Lawrence Lan, Music Columnist

The photo down below is part of Ren’s work from 2008 to 2017. Ren died eight months ago, having struggling with depression for a couple of years. Through my eyes, his photos bring an escapist view into a world of warm, intoxicating and seductive colors, and an aesthetic of open vulnerability, sexiness, and beauty. The photo isn’t luscious in the sense of a lot of rich textures – the colors make the exposing photo lush, woozy, and almost surreal. It stems from the same principle of a lot of my favorite musical artists who create a world where their insides speak the clearest – it’s a microcosm of the artists’ own colors, textures and rules thanks to the blue pill. That’s a theme of Ren’s works, in my opinion.

Ai Weiwei, one of the leading political artists coming from China and a supporter of Ren’s work, explained Ren’s photos as a representation of China’s youth today – “Their works reflect the reality of China, today. The images are fresh, but also empty and superficial. They contain a deep sadness within” (TIME).

China’s past shows a very reserved, conservative, and respectful culture. There’s not much room for self-expression – famous artists back in China’s glory days of art, music, and especially calligraphy and poetry usually were commissioned by the government. Art, instead of a form of self-expression, which it usually was, was seen as a sign of national pride and vibrance – for example, Li Bai’s most celebrated works are usually about visiting China’s landscapes. That’s not to say that he didn’t write about his legendary life, but it was mostly because his works were in tune with Chinese culture at that time – drinking, tradition, and natural beauty.

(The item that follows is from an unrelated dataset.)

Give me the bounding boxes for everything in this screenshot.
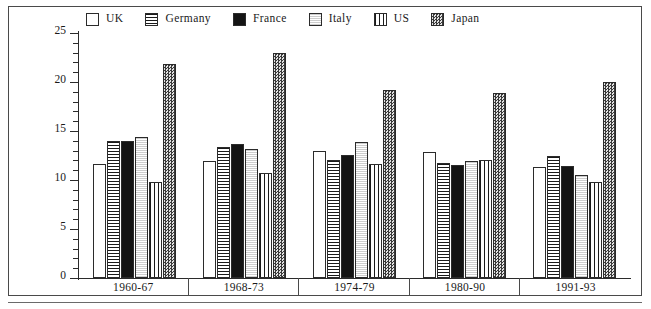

Nowadays, China’s tradition is in a state of flux – there’s a huge pressure overseas and in the States to embrace Western culture – but it’s more than that. China has always submitted to the Western powers – since the Opium Wars in the 1800s, where Britain essentially extorted an entire country via the power of a plant because Britain couldn’t sell their shitty tea and other stuff toChina because they didn’t want it. Because of a single plant, China essentially turned from the most celebrated, colorful, innovative, and powerful power of the East to a culture that is merely copying or trying to play catch-up with the West. And in this, the culture and identity has been lost – Mao Zedong tried to destroy the old Chinese culture altogether, and the end of dynastic rule and the new Westernized economy power and the rise of the United States only helped to fuel the forest fire that spread, destroying China’s confidence, uniqueness, and identity. We’re only talking about culture – politics have been even more drastic.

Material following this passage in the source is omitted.